The War Against Evil never ends (not unlike the "global war on terror")
Gary Wills in A Country Ruled by Faith New York Review of Books 11/16/06 issue (accessed 10/30/06) provides a survey of the influence of the Christian Right in the Cheney-Bush administration:
Bush promised his evangelical followers faith-based social services, which he called "compassionate conservatism." He went beyond that to give them a faith-based war, faith-based law enforcement, faith-based education, faith-based medicine, and faith-based science. He could deliver on his promises because he stocked the agencies handling all these problems, in large degree, with born-again Christians of his own variety. The evangelicals had complained for years that they were not able to affect policy because liberals left over from previous administrations were in all the health and education and social service bureaus, at the operational level. They had specific people they objected to, and they had specific people with whom to replace them, and Karl Rove helped them do just that.
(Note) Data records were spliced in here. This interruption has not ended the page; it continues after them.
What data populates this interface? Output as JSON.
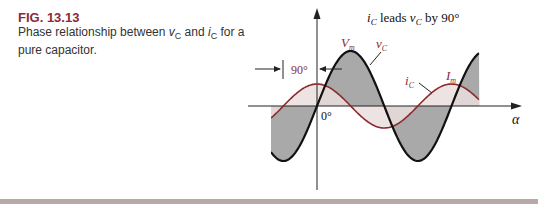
{
  "figure": {
    "number": "FIG. 13.13",
    "caption_prefix": "Phase relationship between ",
    "caption_v": "v",
    "caption_v_sub": "C",
    "caption_mid": " and ",
    "caption_i": "i",
    "caption_i_sub": "C",
    "caption_suffix": " for a pure capacitor."
  },
  "diagram": {
    "title_i": "i",
    "title_i_sub": "C",
    "title_mid": " leads ",
    "title_v": "v",
    "title_v_sub": "C",
    "title_suffix": " by 90°",
    "phase_label": "90°",
    "origin_label": "0°",
    "x_axis_label": "α",
    "label_Vm": "V",
    "label_Vm_sub": "m",
    "label_vC": "v",
    "label_vC_sub": "C",
    "label_iC": "i",
    "label_iC_sub": "C",
    "label_Im": "I",
    "label_Im_sub": "m",
    "colors": {
      "voltage_curve": "#111111",
      "voltage_fill": "#a9a9a9",
      "current_curve": "#8b2a2e",
      "current_fill": "#eadede",
      "label_accent": "#8b2a3a"
    }
  },
  "chart_data": {
    "type": "line",
    "xlabel": "α",
    "ylabel": "",
    "x_range_deg": [
      -125,
      425
    ],
    "series": [
      {
        "name": "v_C",
        "amplitude_label": "V_m",
        "function": "V_m sin(α)",
        "phase_deg": 0,
        "relative_amplitude": 1.0
      },
      {
        "name": "i_C",
        "amplitude_label": "I_m",
        "function": "I_m sin(α + 90°)",
        "phase_deg": 90,
        "relative_amplitude": 0.4
      }
    ],
    "annotations": [
      "90° phase shift",
      "0° at origin",
      "V_m",
      "I_m"
    ]
  }
}
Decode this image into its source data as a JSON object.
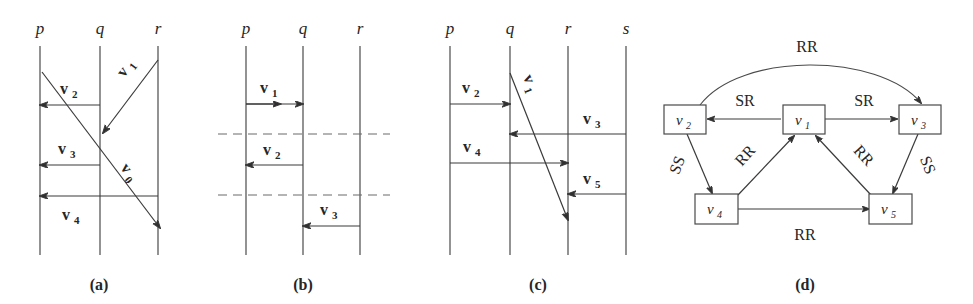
{
  "figure": {
    "background": "#ffffff",
    "ink": "#3a3a3a",
    "panels": [
      {
        "id": "a",
        "caption": "(a)",
        "processes": [
          "p",
          "q",
          "r"
        ],
        "messages": [
          {
            "label": "v",
            "sub": "2",
            "from": "q",
            "to": "p",
            "kind": "horizontal"
          },
          {
            "label": "v",
            "sub": "3",
            "from": "q",
            "to": "p",
            "kind": "horizontal"
          },
          {
            "label": "v",
            "sub": "4",
            "from": "r",
            "to": "p",
            "kind": "horizontal"
          },
          {
            "label": "v",
            "sub": "1",
            "from": "r",
            "to": "q",
            "kind": "diagonal"
          },
          {
            "label": "v",
            "sub": "0",
            "from": "p",
            "to": "r",
            "kind": "diagonal"
          }
        ]
      },
      {
        "id": "b",
        "caption": "(b)",
        "processes": [
          "p",
          "q",
          "r"
        ],
        "dashed_cuts": 2,
        "messages": [
          {
            "label": "v",
            "sub": "1",
            "from": "p",
            "to": "q",
            "kind": "horizontal-double"
          },
          {
            "label": "v",
            "sub": "2",
            "from": "q",
            "to": "p",
            "kind": "horizontal"
          },
          {
            "label": "v",
            "sub": "3",
            "from": "r",
            "to": "q",
            "kind": "horizontal"
          }
        ]
      },
      {
        "id": "c",
        "caption": "(c)",
        "processes": [
          "p",
          "q",
          "r",
          "s"
        ],
        "messages": [
          {
            "label": "v",
            "sub": "2",
            "from": "p",
            "to": "q",
            "kind": "horizontal"
          },
          {
            "label": "v",
            "sub": "3",
            "from": "s",
            "to": "q",
            "kind": "horizontal"
          },
          {
            "label": "v",
            "sub": "4",
            "from": "p",
            "to": "r",
            "kind": "horizontal"
          },
          {
            "label": "v",
            "sub": "5",
            "from": "s",
            "to": "r",
            "kind": "horizontal"
          },
          {
            "label": "v",
            "sub": "1",
            "from": "q",
            "to": "r",
            "kind": "diagonal"
          }
        ]
      },
      {
        "id": "d",
        "caption": "(d)",
        "nodes": [
          {
            "label": "v",
            "sub": "1"
          },
          {
            "label": "v",
            "sub": "2"
          },
          {
            "label": "v",
            "sub": "3"
          },
          {
            "label": "v",
            "sub": "4"
          },
          {
            "label": "v",
            "sub": "5"
          }
        ],
        "edges": [
          {
            "from": "v2",
            "to": "v3",
            "label": "RR",
            "shape": "arc"
          },
          {
            "from": "v1",
            "to": "v2",
            "label": "SR",
            "shape": "straight"
          },
          {
            "from": "v1",
            "to": "v3",
            "label": "SR",
            "shape": "straight"
          },
          {
            "from": "v2",
            "to": "v4",
            "label": "SS",
            "shape": "straight"
          },
          {
            "from": "v3",
            "to": "v5",
            "label": "SS",
            "shape": "straight"
          },
          {
            "from": "v4",
            "to": "v1",
            "label": "RR",
            "shape": "straight"
          },
          {
            "from": "v5",
            "to": "v1",
            "label": "RR",
            "shape": "straight"
          },
          {
            "from": "v4",
            "to": "v5",
            "label": "RR",
            "shape": "straight"
          }
        ]
      }
    ]
  },
  "panel_a": {
    "proc": {
      "p": "p",
      "q": "q",
      "r": "r"
    },
    "v1": {
      "v": "v",
      "s": "1"
    },
    "v2": {
      "v": "v",
      "s": "2"
    },
    "v3": {
      "v": "v",
      "s": "3"
    },
    "v4": {
      "v": "v",
      "s": "4"
    },
    "v0": {
      "v": "v",
      "s": "0"
    },
    "caption": "(a)"
  },
  "panel_b": {
    "proc": {
      "p": "p",
      "q": "q",
      "r": "r"
    },
    "v1": {
      "v": "v",
      "s": "1"
    },
    "v2": {
      "v": "v",
      "s": "2"
    },
    "v3": {
      "v": "v",
      "s": "3"
    },
    "caption": "(b)"
  },
  "panel_c": {
    "proc": {
      "p": "p",
      "q": "q",
      "r": "r",
      "s": "s"
    },
    "v1": {
      "v": "v",
      "s": "1"
    },
    "v2": {
      "v": "v",
      "s": "2"
    },
    "v3": {
      "v": "v",
      "s": "3"
    },
    "v4": {
      "v": "v",
      "s": "4"
    },
    "v5": {
      "v": "v",
      "s": "5"
    },
    "caption": "(c)"
  },
  "panel_d": {
    "n1": {
      "v": "v",
      "s": "1"
    },
    "n2": {
      "v": "v",
      "s": "2"
    },
    "n3": {
      "v": "v",
      "s": "3"
    },
    "n4": {
      "v": "v",
      "s": "4"
    },
    "n5": {
      "v": "v",
      "s": "5"
    },
    "e_arc_rr": "RR",
    "e_sr_left": "SR",
    "e_sr_right": "SR",
    "e_ss_left": "SS",
    "e_ss_right": "SS",
    "e_rr_left": "RR",
    "e_rr_right": "RR",
    "e_rr_bottom": "RR",
    "caption": "(d)"
  }
}
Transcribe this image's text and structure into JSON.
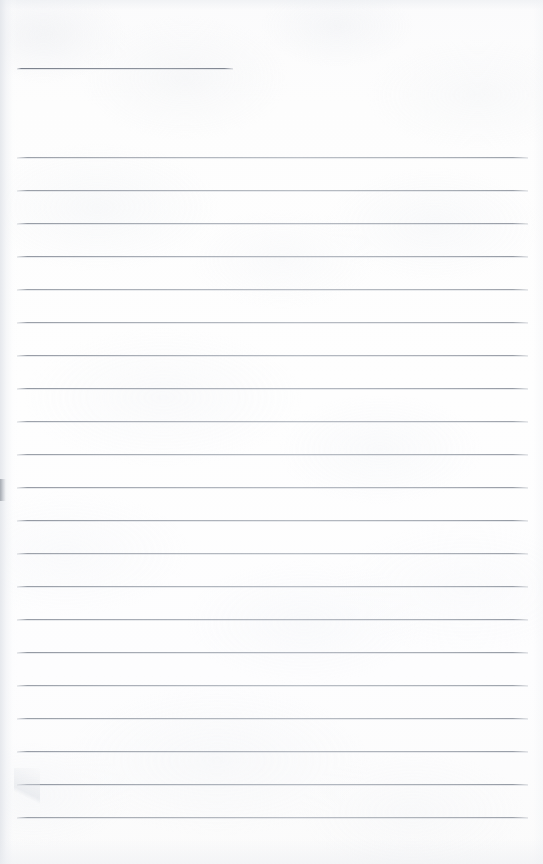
{
  "document": {
    "kind": "scanned-lined-paper",
    "title": "Blank Lined Notebook Page",
    "orientation": "portrait",
    "page_width_px": 543,
    "page_height_px": 864,
    "paper_color": "#fdfdfd",
    "rule_color": "#8c929c",
    "rule_ghost_color": "#cdd1d8",
    "content_text": "",
    "has_handwriting": false,
    "has_printed_text": false,
    "header_rule": {
      "label": "header-rule",
      "y": 68,
      "x_start": 17,
      "x_end": 233,
      "thickness_px": 1
    },
    "body_rules": {
      "label": "body-rules",
      "count": 21,
      "x_start": 17,
      "x_end": 528,
      "first_y": 157,
      "spacing_px": 33,
      "thickness_px": 1,
      "y_positions": [
        157,
        190,
        223,
        256,
        289,
        322,
        355,
        388,
        421,
        454,
        487,
        520,
        553,
        586,
        619,
        652,
        685,
        718,
        751,
        784,
        817
      ]
    },
    "artifacts": {
      "left_edge_shadow": true,
      "top_edge_shadow": true,
      "bottom_edge_shadow": true,
      "right_edge_shadow": true,
      "margin_smudge_y": 479,
      "corner_fold_bottom_left": true
    }
  }
}
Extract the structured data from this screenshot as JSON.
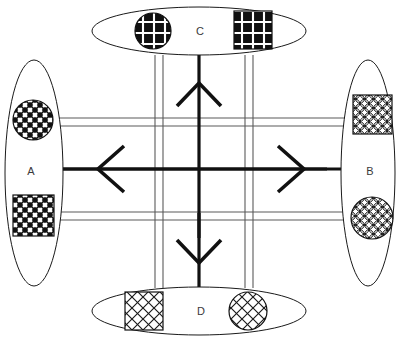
{
  "diagram": {
    "canvas": {
      "width": 396,
      "height": 343,
      "background": "#ffffff"
    },
    "colors": {
      "outline": "#1a1a1a",
      "road": "#5a5a5a",
      "arrow": "#111111",
      "label": "#3a3a3a",
      "fill": "#ffffff"
    },
    "zones": [
      {
        "id": "zone-a",
        "label": "A",
        "position": "left",
        "orientation": "vertical",
        "center": {
          "x": 34,
          "y": 173
        },
        "radius": {
          "x": 29,
          "y": 113
        },
        "label_point": {
          "x": 31,
          "y": 172
        },
        "markers": [
          {
            "shape": "circle",
            "pattern": "dense-basketweave",
            "cx": 33,
            "cy": 120,
            "r": 20
          },
          {
            "shape": "square",
            "pattern": "dense-basketweave",
            "x": 13,
            "y": 195,
            "size": 41
          }
        ]
      },
      {
        "id": "zone-b",
        "label": "B",
        "position": "right",
        "orientation": "vertical",
        "center": {
          "x": 368,
          "y": 173
        },
        "radius": {
          "x": 27,
          "y": 113
        },
        "label_point": {
          "x": 370,
          "y": 172
        },
        "markers": [
          {
            "shape": "square",
            "pattern": "circle-lattice",
            "x": 353,
            "y": 95,
            "size": 39
          },
          {
            "shape": "circle",
            "pattern": "circle-lattice",
            "cx": 372,
            "cy": 218,
            "r": 21
          }
        ]
      },
      {
        "id": "zone-c",
        "label": "C",
        "position": "top",
        "orientation": "horizontal",
        "center": {
          "x": 199,
          "y": 31
        },
        "radius": {
          "x": 107,
          "y": 24
        },
        "label_point": {
          "x": 200,
          "y": 32
        },
        "markers": [
          {
            "shape": "circle",
            "pattern": "diamond-grid-dark",
            "cx": 153,
            "cy": 31,
            "r": 18
          },
          {
            "shape": "square",
            "pattern": "diamond-grid-dark",
            "x": 234,
            "y": 11,
            "size": 38
          }
        ]
      },
      {
        "id": "zone-d",
        "label": "D",
        "position": "bottom",
        "orientation": "horizontal",
        "center": {
          "x": 199,
          "y": 311
        },
        "radius": {
          "x": 107,
          "y": 24
        },
        "label_point": {
          "x": 201,
          "y": 312
        },
        "markers": [
          {
            "shape": "square",
            "pattern": "light-basketweave",
            "x": 125,
            "y": 292,
            "size": 38
          },
          {
            "shape": "circle",
            "pattern": "light-basketweave",
            "cx": 248,
            "cy": 311,
            "r": 19
          }
        ]
      }
    ],
    "roads": [
      {
        "id": "road-horizontal-upper",
        "axis": "horizontal",
        "lane_y": [
          118,
          126
        ],
        "x_start": 58,
        "x_end": 345
      },
      {
        "id": "road-horizontal-lower",
        "axis": "horizontal",
        "lane_y": [
          212,
          220
        ],
        "x_start": 58,
        "x_end": 345
      },
      {
        "id": "road-vertical-left",
        "axis": "vertical",
        "lane_x": [
          155,
          163
        ],
        "y_start": 55,
        "y_end": 288
      },
      {
        "id": "road-vertical-right",
        "axis": "vertical",
        "lane_x": [
          245,
          253
        ],
        "y_start": 55,
        "y_end": 288
      }
    ],
    "flows": [
      {
        "id": "flow-west",
        "direction": "west",
        "label_target": "A",
        "shaft": {
          "x1": 327,
          "y1": 169,
          "x2": 58,
          "y2": 169
        },
        "head_at": {
          "x": 98,
          "y": 169
        }
      },
      {
        "id": "flow-east",
        "direction": "east",
        "label_target": "B",
        "shaft": {
          "x1": 60,
          "y1": 169,
          "x2": 345,
          "y2": 169
        },
        "head_at": {
          "x": 304,
          "y": 169
        }
      },
      {
        "id": "flow-north",
        "direction": "north",
        "label_target": "C",
        "shaft": {
          "x1": 199,
          "y1": 238,
          "x2": 199,
          "y2": 55
        },
        "head_at": {
          "x": 199,
          "y": 83
        }
      },
      {
        "id": "flow-south",
        "direction": "south",
        "label_target": "D",
        "shaft": {
          "x1": 199,
          "y1": 218,
          "x2": 199,
          "y2": 289
        },
        "head_at": {
          "x": 199,
          "y": 263
        }
      }
    ]
  }
}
It is common knowledge that the Republican White House and Congress let "K Street" lobbyists have a say in the drafting of economic legislation, and on the personnel assigned to carry it out, in matters like oil production, pharmaceutical regulation, medical insurance, and corporate taxes. It is less known that for social services, evangelical organizations were given the same right to draft bills and install the officials who implement them. Karl Rove had cultivated the extensive network of religious right organizations, and they were consulted at every step of the way as the administration set up its policies on gays, AIDS, condoms, abstinence programs, creationism, and other matters that concerned the evangelicals. All the evangelicals' resentments under previous presidents, including Republicans like Reagan and the first Bush, were now being addressed.
We still hear it said, including by Democrats, that the Christian Right thinks that the Cheney-Bush administration has let them down. And that may be true of many of the rank-and-file. But the leaders are still enthusiastic for the Republican Party this year.
Part of the reason that's so often said is surely that Democrats have been pointing out for years that the Republicans use the Christian Right to get votes and then give their concerns a low priority. That really has not been the case in this administration. Christian Right leaders complain a lot, including about the administration's service to their desires. Part of that is the good old Southern whiny-white-folks tradition. But a large part of it is keeping the pressure on.
After all, the Christian dominionists want a lot more than just federal-funded abstinence-and-proselyizing programs.
Wills discusses Gen. Boykin, whose god is bigger than the Muslims' god, and the very problematic nature of promoting religious wars, or, as Wills calls it, faith-based war:
There is a particular danger with a war that God commands. What if God should lose? That is unthinkable to the evangelicals. They cannot accept the idea of second-guessing God, and he was the one who led them into war. Thus, in 2006, when two thirds of the American people told pollsters that the war in Iraq was a mistake, the third of those still standing behind it were mainly evangelicals (who make up about one third of the population). It was a faith-based certitude.